Hacker News new | ask | show | jobs
by Jhsto 1835 days ago
> most IP generated by grad students is not worth much

I have heard this a lot. My counterargument is that if that is the case, why do they want the IP anyway? Of course they can say that the IP is half created by the professor, but on the other hand, isn't that what I am paying for the university?

> where you see the commercial possibility from the beginning and aim to do that to start your company

And yes, if you personally plan to have any stake in the IP you have to think this beforehand: you must have a stake in the private company that funds your studies. Otherwise (and in the best case, i.e. 50% split) the IP will just be split between the university and your funder. So, you have to start a company in order to ever own any IP personally. I was told that LLCs for PhDs are somewhat common nowadays by the university IP people.

Generally, I think making a billion or a million dollars on my PhD project are extraordinarily slim, but it is not like these constraints exactly help either. The way I see it, is that I already take a financial toll in opportunity costs by doing a PhD. It is borderline charity when you also give the black-swan option to the university to own all proceeds if it ever becomes of significant impact, which I thought be the whole point of science.
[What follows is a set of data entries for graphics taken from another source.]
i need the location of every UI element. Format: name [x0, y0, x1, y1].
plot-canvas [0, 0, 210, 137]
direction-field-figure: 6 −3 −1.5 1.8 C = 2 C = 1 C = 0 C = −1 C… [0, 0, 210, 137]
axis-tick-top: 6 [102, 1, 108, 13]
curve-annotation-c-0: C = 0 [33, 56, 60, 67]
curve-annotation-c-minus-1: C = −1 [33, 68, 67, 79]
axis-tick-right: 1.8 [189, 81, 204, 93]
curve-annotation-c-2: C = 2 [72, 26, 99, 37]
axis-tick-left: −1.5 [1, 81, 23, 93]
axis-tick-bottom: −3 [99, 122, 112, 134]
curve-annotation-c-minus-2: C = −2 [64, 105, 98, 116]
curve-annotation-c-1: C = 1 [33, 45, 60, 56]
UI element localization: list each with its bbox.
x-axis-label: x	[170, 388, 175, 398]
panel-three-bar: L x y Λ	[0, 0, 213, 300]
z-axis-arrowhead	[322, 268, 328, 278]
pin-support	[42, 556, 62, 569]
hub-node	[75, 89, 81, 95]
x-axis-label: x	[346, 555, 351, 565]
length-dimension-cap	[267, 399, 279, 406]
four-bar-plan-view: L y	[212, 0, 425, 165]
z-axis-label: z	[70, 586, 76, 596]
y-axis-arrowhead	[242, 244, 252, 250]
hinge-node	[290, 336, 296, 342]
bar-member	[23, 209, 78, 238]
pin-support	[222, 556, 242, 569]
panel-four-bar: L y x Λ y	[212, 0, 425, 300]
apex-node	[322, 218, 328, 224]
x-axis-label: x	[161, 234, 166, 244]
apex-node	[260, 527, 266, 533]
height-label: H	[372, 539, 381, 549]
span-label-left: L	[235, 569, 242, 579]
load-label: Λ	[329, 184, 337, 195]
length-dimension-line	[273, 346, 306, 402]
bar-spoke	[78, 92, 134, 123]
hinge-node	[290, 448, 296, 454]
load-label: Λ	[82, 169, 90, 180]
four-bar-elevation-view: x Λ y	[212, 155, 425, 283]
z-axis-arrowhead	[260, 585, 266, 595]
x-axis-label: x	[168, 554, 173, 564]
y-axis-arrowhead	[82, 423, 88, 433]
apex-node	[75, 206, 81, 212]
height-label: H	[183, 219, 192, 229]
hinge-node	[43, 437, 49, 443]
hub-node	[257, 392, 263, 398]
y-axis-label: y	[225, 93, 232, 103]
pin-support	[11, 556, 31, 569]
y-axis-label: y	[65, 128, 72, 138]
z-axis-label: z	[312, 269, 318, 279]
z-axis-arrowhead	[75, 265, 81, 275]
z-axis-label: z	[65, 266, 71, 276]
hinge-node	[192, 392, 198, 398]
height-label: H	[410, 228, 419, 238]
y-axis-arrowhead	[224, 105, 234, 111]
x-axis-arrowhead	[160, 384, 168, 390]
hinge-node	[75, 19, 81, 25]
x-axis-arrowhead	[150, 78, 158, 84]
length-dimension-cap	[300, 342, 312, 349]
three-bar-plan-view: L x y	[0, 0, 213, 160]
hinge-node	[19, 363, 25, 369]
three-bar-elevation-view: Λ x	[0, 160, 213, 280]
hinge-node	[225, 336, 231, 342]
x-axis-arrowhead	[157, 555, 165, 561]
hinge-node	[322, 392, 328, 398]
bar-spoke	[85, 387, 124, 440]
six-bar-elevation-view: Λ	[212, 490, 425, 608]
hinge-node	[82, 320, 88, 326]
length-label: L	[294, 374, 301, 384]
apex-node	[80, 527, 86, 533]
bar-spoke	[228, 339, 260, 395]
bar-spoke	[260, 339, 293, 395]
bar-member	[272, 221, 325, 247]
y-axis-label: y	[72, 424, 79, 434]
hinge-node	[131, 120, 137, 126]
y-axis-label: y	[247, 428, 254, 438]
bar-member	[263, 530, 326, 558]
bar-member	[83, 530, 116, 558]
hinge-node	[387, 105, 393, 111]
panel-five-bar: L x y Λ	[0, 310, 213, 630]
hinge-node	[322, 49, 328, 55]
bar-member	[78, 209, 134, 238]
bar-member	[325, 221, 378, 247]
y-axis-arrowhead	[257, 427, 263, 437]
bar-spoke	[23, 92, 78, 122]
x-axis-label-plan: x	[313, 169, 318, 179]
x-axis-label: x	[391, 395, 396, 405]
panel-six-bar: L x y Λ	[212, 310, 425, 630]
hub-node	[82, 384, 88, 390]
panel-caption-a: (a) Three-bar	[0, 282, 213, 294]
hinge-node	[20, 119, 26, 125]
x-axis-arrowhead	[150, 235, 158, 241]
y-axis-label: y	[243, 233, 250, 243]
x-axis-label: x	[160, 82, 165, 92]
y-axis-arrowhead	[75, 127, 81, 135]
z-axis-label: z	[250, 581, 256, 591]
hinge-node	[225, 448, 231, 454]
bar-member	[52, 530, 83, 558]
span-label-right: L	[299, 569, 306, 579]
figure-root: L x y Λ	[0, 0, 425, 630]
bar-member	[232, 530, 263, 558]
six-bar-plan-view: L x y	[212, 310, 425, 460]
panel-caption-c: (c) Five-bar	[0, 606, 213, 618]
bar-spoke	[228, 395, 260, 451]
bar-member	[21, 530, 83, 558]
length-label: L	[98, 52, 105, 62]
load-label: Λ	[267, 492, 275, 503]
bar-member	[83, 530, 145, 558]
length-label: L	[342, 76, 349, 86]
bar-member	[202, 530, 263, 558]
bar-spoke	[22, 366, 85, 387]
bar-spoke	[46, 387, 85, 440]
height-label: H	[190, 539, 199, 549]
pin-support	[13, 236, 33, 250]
The whole DD process has been quite frustrating to me, as you can see, but it also makes me wonder how does the current system even produce anything worth of significance given the lacklustre incentives. Finally, FWIW, yes the topic is computer science: the IP restrictions do not concern any other subject.

1 comments

Just to address the first point. Often a group has a software basis where probably 100 PhD years contributed. This of course has value for the group (it might even have a general value), but this wouldn't be possible if you kept your IP. So yes the work under a professor giving good guidance and ideas to a couple of PhD students has value. But this value shd be attributed if any to the professor. And here you could say, well it was funded by the university so it belongs to them. Here you could make a point that the prof shd get the IP.